DYBW -1

Doing Your Best Work (1 of 4)

Hi,

A New Year always feels like a fresh start, doesn’t it?

Why is it, then, that despite New Year Resolutions – if you still make them – and our best intentions always seem to get overtaken by … well, just life?

In our research into high-performing change leaders and project managers, we discovered something quite striking: these people did not see themselves as victims of circumstance, but carried themselves with a powerful identity that seemed to imprint itself on their circumstances and their projects.

Yes, but can we become like that?

I have come to realise that we can.

Have you ever been looking for something and it was right there all the time?

You know, looking for your sunglasses and they are on your head?

(No? Maybe that’s just me, then…)

Well, when did our study on high performers we just didn’t expect what we found. In fact, not only were we somewhat surprised, we were also a little embarrassed.

I think with hindsight I expected some high-order mystical skill that only a few initiates would understand. Something very sophisticated and complex.

But, it wasn’t anything like that at all.

In fact, what we did find was something so basic I was, frankly, embarrassed.

It was something I covered on one of the first training courses I was sent on… Or at least it looked a lot like it.

It was on … err… time management.

Yes, I know. Pretty basic stuff, right?

Yet one of the comments from the trainer on that course stuck with me down through the years. It was this: When it comes to time management, we are all recidivists.

What he meant by that was that, by the end of the course we would be all much improved, but after a while, we all slip back into bad habits of personal organisation. This rang true, and it still does. I find I need to revisit my own management of my calendar and my priorities regularly. We all do.

We need to manage our diaries or calendars and not let the world dictate what should fill it.

So back to our research.

What we found was that it was more about the respect and attention these people used in ordering their own private world. From this they began to do their best work. When they showed up at meetings they brought their best selves. When surprises hit them, they had something in reserve.

Yes, I was little embarrassed. I was a little embarrassed when we presented these results to project management conferences. It seemed too basic. Too primitive. Time management? Really?!

There was part of me that was reassured. I had always valued insights into prioritisation that I had gained from people like Stephen Covey, David Allen and others. And as I practised them I saw their effect on me, my work, my organisation, and on others around me. I used techniques like Mind Mapping to pull some of these ideas together. So I discovered that this research had validated a lot of my own experience in focusing my time and efforts.

I hadn’t made the connection between my routines of self-management and with, say, good project management.

In fact, now I have come to believe that this whole area of personal organisation is crucial in high performance. It is the neglected key to doing our best work, whether we are project managers, editors, small business owners, or anything where we need to choose and make judgements.

This realisation led me on a journey of rediscovering some personal disciplines in my work. I was delighted when I saw positive results, and quickly.

A client noticed this about me and asked me to put together a workshop for her organisation called Organising Yourself More Effectively.

I could have said, “No thanks, I’m a project management consultant! I don’t do that sort of basic time management stuff!”

But by then I already knew there was power in this material, and I was excited.

When I finally led the workshop was a tremendous success. The client asked me to deliver it again.

And re-run it, several times.

No matter what the profession and the seniority of the delegates, everyone seemed to take value away from the workshop. I loved it.

But more importantly, the delegates were appreciative. Stories of what changed for them afterwards began to come in. One participant said,

“This has really given me a way to flip my work. I don’t let it push me now, but I pull it to me.”

Another manager said,

“It’s given me my family back!”

And another,

“I’m treating my thinking time with more respect, I protect it, and it’s paying off in terms of what and when people can expect things from me.”

As I looked around at my clients and their organisations, the wrong kind of busyness swamps the world of work, a distracted busyness, a disoriented busyness, a busyness that so often seemed to overwhelm them. It was clear to me. They were not doing their best work. So many of the people I talked with were driven by their work. You could say it was a kind of slavery. And I didn’t like it. I didn’t like it when I was driven, and I didn’t like it when I saw it in those I cared about. They needed to be free from it.

So I made my second mistake:

I wrote a book about how to find the freedom to do your best work for these people. I titled it Leading Yourself: Succeeding from the Inside Out. My mistake was not writing the book, you understand, but it was in expecting busy people to read it. And sure enough, when I gave some of these overwhelmed colleagues and clients my book, many did not have time to read it! I’d written something to help them, but it just seemed to add to their burden, rather than relieve them of it.

Now, many others have come to value and benefit from the book. But I knew I had to come up with a better solution.

And I have.

But more on that in my next email! (This email is already long enough, and I don’t want to add to your sense of overwhelm!)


§ **PROBLEM DESCRIPTION**
Make an exact copy of all the records that follow, apart from the pictures.

(Records from a data collection)
>>>>>

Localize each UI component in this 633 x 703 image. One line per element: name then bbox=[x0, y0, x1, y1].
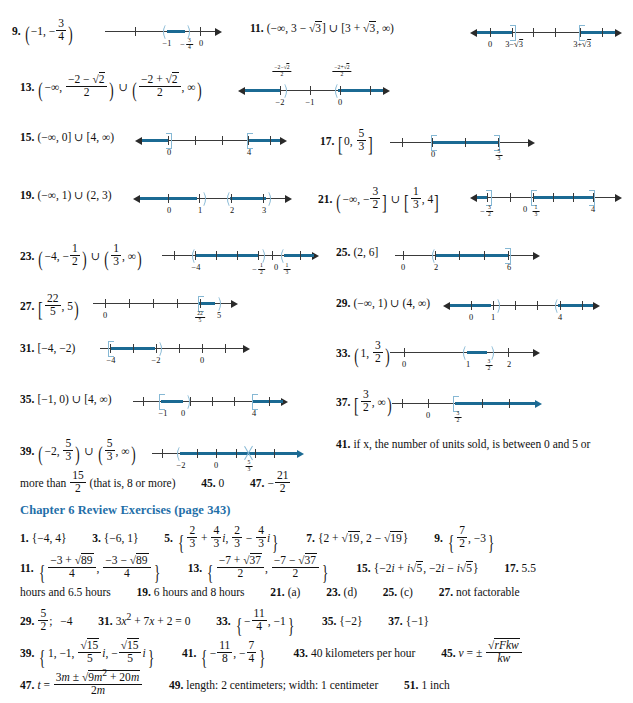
tick-label-above: −2+√22 bbox=[331, 65, 352, 78]
tick bbox=[602, 28, 603, 37]
tick bbox=[133, 344, 134, 353]
fraction-1-2: 12 bbox=[70, 243, 80, 268]
paren-open: ( bbox=[355, 350, 359, 363]
exercise-9: 9.(−1, −34) bbox=[12, 18, 74, 43]
tick-label: 0 bbox=[431, 151, 435, 160]
tick bbox=[300, 251, 301, 260]
exercise-number: 33. bbox=[216, 615, 230, 627]
tick bbox=[310, 86, 311, 95]
tick bbox=[216, 449, 217, 458]
exercise-number: 43. bbox=[294, 647, 308, 659]
closed-endpoint bbox=[431, 135, 437, 151]
tick bbox=[174, 251, 175, 260]
paren-close: ) bbox=[76, 448, 80, 461]
brace-open: { bbox=[236, 619, 242, 632]
exercise-number: 19. bbox=[20, 189, 34, 201]
tick bbox=[212, 397, 213, 406]
tick bbox=[509, 399, 510, 408]
tick bbox=[537, 301, 538, 310]
brace-close: } bbox=[154, 566, 160, 579]
exercise-41-line1: if x, the number of units sold, is betwe… bbox=[353, 438, 590, 450]
closed-endpoint bbox=[166, 133, 172, 149]
brace-open: { bbox=[39, 566, 45, 579]
radical: √3 bbox=[309, 21, 322, 34]
exercise-41-continuation: more than 152 (that is, 8 or more) 45.0 … bbox=[20, 470, 291, 495]
brace-close: } bbox=[322, 566, 328, 579]
tick bbox=[237, 251, 238, 260]
review-answer-19: 6 hours and 8 hours bbox=[154, 586, 245, 598]
tick bbox=[269, 397, 270, 406]
exercise-39: 39.(−2, 53) ∪ (53, ∞) bbox=[20, 438, 137, 463]
review-row-4: 29.52;−4 31.3x2 + 7x + 2 = 0 33.{−114, −… bbox=[20, 608, 429, 633]
fraction: −2 − √22 bbox=[66, 74, 108, 99]
tick-label: 0 bbox=[274, 264, 278, 273]
fraction: −2 + √22 bbox=[139, 74, 181, 99]
exercise-number: 25. bbox=[383, 586, 397, 598]
shaded-interval bbox=[455, 402, 537, 405]
exercise-41: 41.if x, the number of units sold, is be… bbox=[336, 438, 590, 450]
exercise-19: 19.(−∞, 1) ∪ (2, 3) bbox=[20, 188, 112, 202]
exercise-47-answer: −212 bbox=[267, 477, 291, 489]
tick bbox=[153, 299, 154, 308]
exercise-11: 11.(−∞, 3 − √3] ∪ [3 + √3, ∞) bbox=[250, 21, 394, 35]
exercise-number: 41. bbox=[336, 438, 350, 450]
exercise-number: 11. bbox=[20, 562, 34, 574]
review-row-6: 47.t = 3m ± √9m2 + 20m2m 49.length: 2 ce… bbox=[20, 668, 450, 697]
tick-label: 0 bbox=[103, 312, 107, 321]
closed-endpoint bbox=[247, 133, 253, 149]
tick-label: 32 bbox=[454, 411, 463, 424]
paren-open: ( bbox=[132, 84, 136, 97]
tick-label: 0 bbox=[401, 264, 405, 273]
exercise-31: 31.[−4, −2) bbox=[20, 342, 75, 354]
exercise-29: 29.(−∞, 1) ∪ (4, ∞) bbox=[336, 296, 430, 310]
exercise-number: 27. bbox=[439, 586, 453, 598]
tick-label: 2 bbox=[230, 207, 234, 216]
review-answer-25: (c) bbox=[400, 586, 413, 598]
shaded-interval bbox=[474, 31, 512, 34]
review-answer-3: {−6, 1} bbox=[104, 532, 139, 544]
review-answer-27: not factorable bbox=[456, 586, 520, 598]
exercise-number: 47. bbox=[20, 679, 34, 691]
tick bbox=[510, 193, 511, 202]
exercise-number: 17. bbox=[504, 562, 518, 574]
tick-label: 0 bbox=[488, 41, 492, 50]
tick-label: 3 bbox=[262, 207, 266, 216]
fraction-22-5: 225 bbox=[45, 293, 61, 318]
tick bbox=[582, 301, 583, 310]
exercise-45-answer: 0 bbox=[219, 477, 225, 489]
exercise-number: 19. bbox=[136, 586, 150, 598]
closed-endpoint bbox=[252, 394, 258, 410]
paren-close: ) bbox=[82, 253, 86, 266]
axis-arrow-right bbox=[533, 349, 540, 357]
tick-label: 0 bbox=[523, 206, 527, 215]
brace-close: } bbox=[288, 619, 294, 632]
review-answer-23: (d) bbox=[344, 586, 357, 598]
shaded-interval bbox=[447, 304, 491, 307]
brace-open: { bbox=[207, 566, 213, 579]
axis-arrow-right bbox=[285, 195, 292, 203]
tick bbox=[465, 138, 466, 147]
exercise-17: 17.[0, 53] bbox=[320, 128, 374, 153]
tick bbox=[200, 27, 201, 36]
closed-endpoint bbox=[108, 341, 114, 357]
tick bbox=[135, 27, 136, 36]
tick bbox=[179, 344, 180, 353]
exercise-37: 37.[32, ∞) bbox=[336, 389, 393, 414]
tick-label: 0 bbox=[200, 357, 204, 366]
review-row-2: 11.{−3 + √894, −3 − √894} 13.{−7 + √372,… bbox=[20, 555, 536, 580]
exercise-number: 7. bbox=[306, 532, 315, 544]
exercise-number: 35. bbox=[20, 393, 34, 405]
exercise-number: 3. bbox=[92, 532, 101, 544]
exercise-number: 9. bbox=[434, 532, 443, 544]
brace-close: } bbox=[488, 536, 494, 549]
review-answer-43: 40 kilometers per hour bbox=[311, 647, 415, 659]
tick-label: −2 bbox=[276, 99, 285, 108]
tick-label: 4 bbox=[558, 314, 562, 323]
exercise-25: 25.(2, 6] bbox=[336, 246, 378, 258]
exercise-number: 29. bbox=[336, 297, 350, 309]
tick bbox=[143, 397, 144, 406]
tick-label: 0 bbox=[181, 410, 185, 419]
tick-label: −1 bbox=[159, 410, 168, 419]
fraction-3-2: 32 bbox=[370, 186, 380, 211]
closed-endpoint bbox=[510, 25, 516, 41]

<<<<<

§ **RESPONSE AREA**
Localize each UI component in this 633 x 703 image. One line per element: name then bbox=[x0, y0, x1, y1].
tick-label-above: −2+√22 bbox=[331, 65, 352, 78]
tick bbox=[602, 28, 603, 37]
tick bbox=[133, 344, 134, 353]
fraction-1-2: 12 bbox=[70, 243, 80, 268]
paren-open: ( bbox=[355, 350, 359, 363]
exercise-9: 9.(−1, −34) bbox=[12, 18, 74, 43]
tick-label: 0 bbox=[431, 151, 435, 160]
tick bbox=[300, 251, 301, 260]
exercise-number: 33. bbox=[216, 615, 230, 627]
tick bbox=[310, 86, 311, 95]
tick bbox=[216, 449, 217, 458]
exercise-number: 43. bbox=[294, 647, 308, 659]
closed-endpoint bbox=[431, 135, 437, 151]
tick bbox=[174, 251, 175, 260]
paren-close: ) bbox=[76, 448, 80, 461]
brace-open: { bbox=[236, 619, 242, 632]
exercise-number: 19. bbox=[20, 189, 34, 201]
tick bbox=[212, 397, 213, 406]
tick bbox=[509, 399, 510, 408]
tick bbox=[537, 301, 538, 310]
brace-close: } bbox=[154, 566, 160, 579]
exercise-41-line1: if x, the number of units sold, is betwe… bbox=[353, 438, 590, 450]
closed-endpoint bbox=[166, 133, 172, 149]
brace-open: { bbox=[39, 566, 45, 579]
radical: √3 bbox=[309, 21, 322, 34]
exercise-41-continuation: more than 152 (that is, 8 or more) 45.0 … bbox=[20, 470, 291, 495]
brace-close: } bbox=[322, 566, 328, 579]
tick bbox=[237, 251, 238, 260]
review-answer-19: 6 hours and 8 hours bbox=[154, 586, 245, 598]
tick bbox=[269, 397, 270, 406]
exercise-39: 39.(−2, 53) ∪ (53, ∞) bbox=[20, 438, 137, 463]
review-row-4: 29.52;−4 31.3x2 + 7x + 2 = 0 33.{−114, −… bbox=[20, 608, 429, 633]
fraction: −2 − √22 bbox=[66, 74, 108, 99]
tick-label: 0 bbox=[274, 264, 278, 273]
fraction: −2 + √22 bbox=[139, 74, 181, 99]
exercise-number: 25. bbox=[383, 586, 397, 598]
shaded-interval bbox=[455, 402, 537, 405]
exercise-41: 41.if x, the number of units sold, is be… bbox=[336, 438, 590, 450]
exercise-19: 19.(−∞, 1) ∪ (2, 3) bbox=[20, 188, 112, 202]
exercise-47-answer: −212 bbox=[267, 477, 291, 489]
tick bbox=[153, 299, 154, 308]
exercise-11: 11.(−∞, 3 − √3] ∪ [3 + √3, ∞) bbox=[250, 21, 394, 35]
exercise-number: 41. bbox=[336, 438, 350, 450]
exercise-number: 11. bbox=[20, 562, 34, 574]
review-row-6: 47.t = 3m ± √9m2 + 20m2m 49.length: 2 ce… bbox=[20, 668, 450, 697]
tick-label: 0 bbox=[103, 312, 107, 321]
closed-endpoint bbox=[247, 133, 253, 149]
tick-label: 32 bbox=[454, 411, 463, 424]
paren-open: ( bbox=[132, 84, 136, 97]
tick-label: 0 bbox=[401, 264, 405, 273]
exercise-31: 31.[−4, −2) bbox=[20, 342, 75, 354]
exercise-29: 29.(−∞, 1) ∪ (4, ∞) bbox=[336, 296, 430, 310]
exercise-number: 27. bbox=[439, 586, 453, 598]
tick-label: 2 bbox=[230, 207, 234, 216]
review-answer-25: (c) bbox=[400, 586, 413, 598]
shaded-interval bbox=[474, 31, 512, 34]
review-answer-3: {−6, 1} bbox=[104, 532, 139, 544]
review-answer-27: not factorable bbox=[456, 586, 520, 598]
exercise-number: 47. bbox=[20, 679, 34, 691]
tick bbox=[510, 193, 511, 202]
exercise-number: 17. bbox=[504, 562, 518, 574]
tick-label: 0 bbox=[488, 41, 492, 50]
tick-label: 3 bbox=[262, 207, 266, 216]
fraction-22-5: 225 bbox=[45, 293, 61, 318]
tick bbox=[582, 301, 583, 310]
exercise-45-answer: 0 bbox=[219, 477, 225, 489]
exercise-number: 19. bbox=[136, 586, 150, 598]
closed-endpoint bbox=[252, 394, 258, 410]
paren-close: ) bbox=[82, 253, 86, 266]
axis-arrow-right bbox=[533, 349, 540, 357]
tick-label: 0 bbox=[523, 206, 527, 215]
brace-close: } bbox=[288, 619, 294, 632]
review-answer-23: (d) bbox=[344, 586, 357, 598]
shaded-interval bbox=[447, 304, 491, 307]
brace-open: { bbox=[207, 566, 213, 579]
axis-arrow-right bbox=[285, 195, 292, 203]
tick bbox=[465, 138, 466, 147]
exercise-17: 17.[0, 53] bbox=[320, 128, 374, 153]
tick bbox=[200, 27, 201, 36]
closed-endpoint bbox=[108, 341, 114, 357]
tick bbox=[135, 27, 136, 36]
tick bbox=[179, 344, 180, 353]
exercise-37: 37.[32, ∞) bbox=[336, 389, 393, 414]
tick-label: 0 bbox=[200, 357, 204, 366]
review-row-2: 11.{−3 + √894, −3 − √894} 13.{−7 + √372,… bbox=[20, 555, 536, 580]
exercise-number: 7. bbox=[306, 532, 315, 544]
exercise-number: 35. bbox=[20, 393, 34, 405]
exercise-number: 3. bbox=[92, 532, 101, 544]
exercise-number: 9. bbox=[434, 532, 443, 544]
brace-close: } bbox=[488, 536, 494, 549]
review-answer-43: 40 kilometers per hour bbox=[311, 647, 415, 659]
tick-label: −2 bbox=[276, 99, 285, 108]
tick-label: 4 bbox=[558, 314, 562, 323]
exercise-25: 25.(2, 6] bbox=[336, 246, 378, 258]
exercise-number: 29. bbox=[336, 297, 350, 309]
tick bbox=[143, 397, 144, 406]
tick-label: 0 bbox=[181, 410, 185, 419]
tick-label: −1 bbox=[159, 410, 168, 419]
fraction-3-2: 32 bbox=[370, 186, 380, 211]
closed-endpoint bbox=[510, 25, 516, 41]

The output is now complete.